Me, I’m the luckiest of all. I’ve been Working From Home (#WFH, as we now say) for years. I know all about setting routines and eating healthy food. I know about staggering out of bed to go for a run first thing, or you’ll never get around to it; I know the importance of showering and dressing and putting on lipstick, even if no one else will see or care; I know that no matter how many signs I put on my office door, I’ll be interrupted five times an hour and I just have to roll with it. I know all about the temptation to procrastibake, procrastishop, procrastilaunder, procrastitext, and how to resist said temptation, even if I don’t always succeed. Not only that, I know that I’ll be paid for this book I’m currently writing, because I’m under contract, and that people are reading more than ever right now. I have my husband and kids and pets gathered around me, in an area with very few reported infections, and we’re doing everything we can to keep it that way.

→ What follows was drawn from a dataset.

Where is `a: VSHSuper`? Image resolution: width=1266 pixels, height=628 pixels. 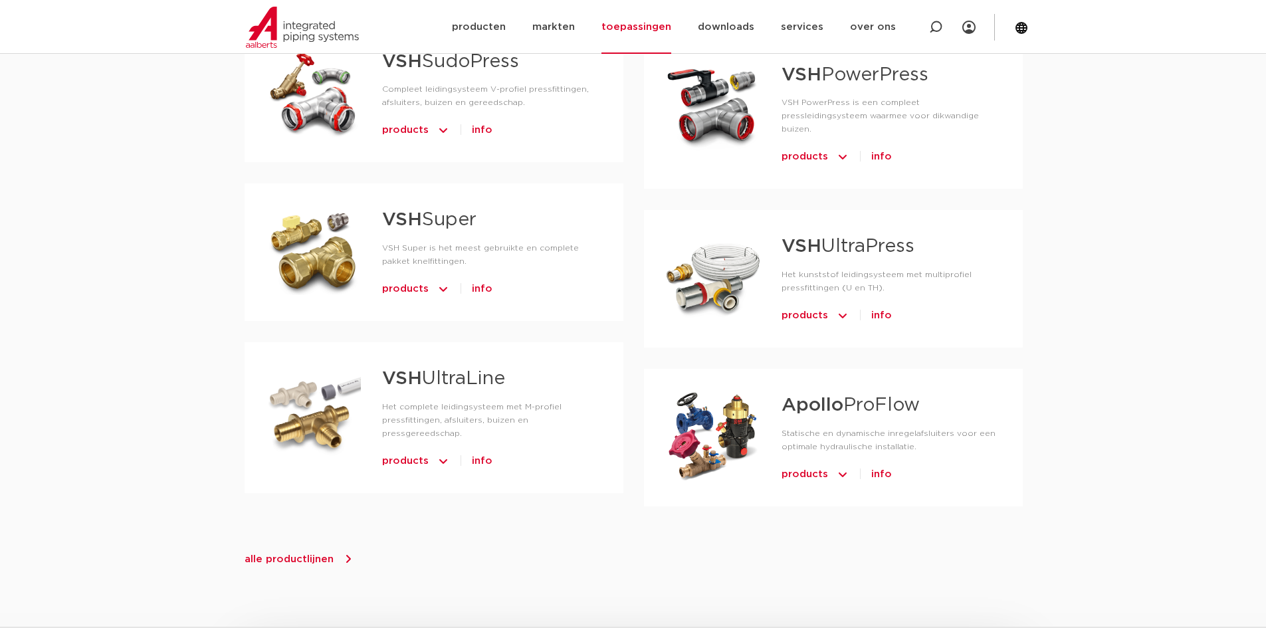
a: VSHSuper is located at coordinates (429, 220).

So I’m looking around me at all the heroes out there, saving lives and keeping supply lines running, and I’m wondering what I can do to help. After all, I’m just a writer. I tell stories for a living. My novels do not feed the hungry or heal the sick. People read them to pass the time, or to escape from the world for an hour or two, or to examine the lived experience of the past for some kind of insight into the present. This is hardly vital service, but it’s what I do, it’s what I have to give you, and so I thought I might try to just write something new, right here on my website, for you to read when you need a diversion from this mad alternative universe in which we’ve found ourselves.

Readers, I present to you Episode 1 of The Library Passage, a serial novel that will appear here weekly (or so) for as long as it takes to tell the story. It’s a bit different from my usual, but it shares the same substance, and I’ll be discovering this world and these characters as we go along, side by side. (Please remember that I’m working without an editor or a professional proofreader, so excuse any typos and errors along the way.) I hope you enjoy the read as much as I enjoyed writing it. I don’t know about you, but I can’t wait to find out what happens next!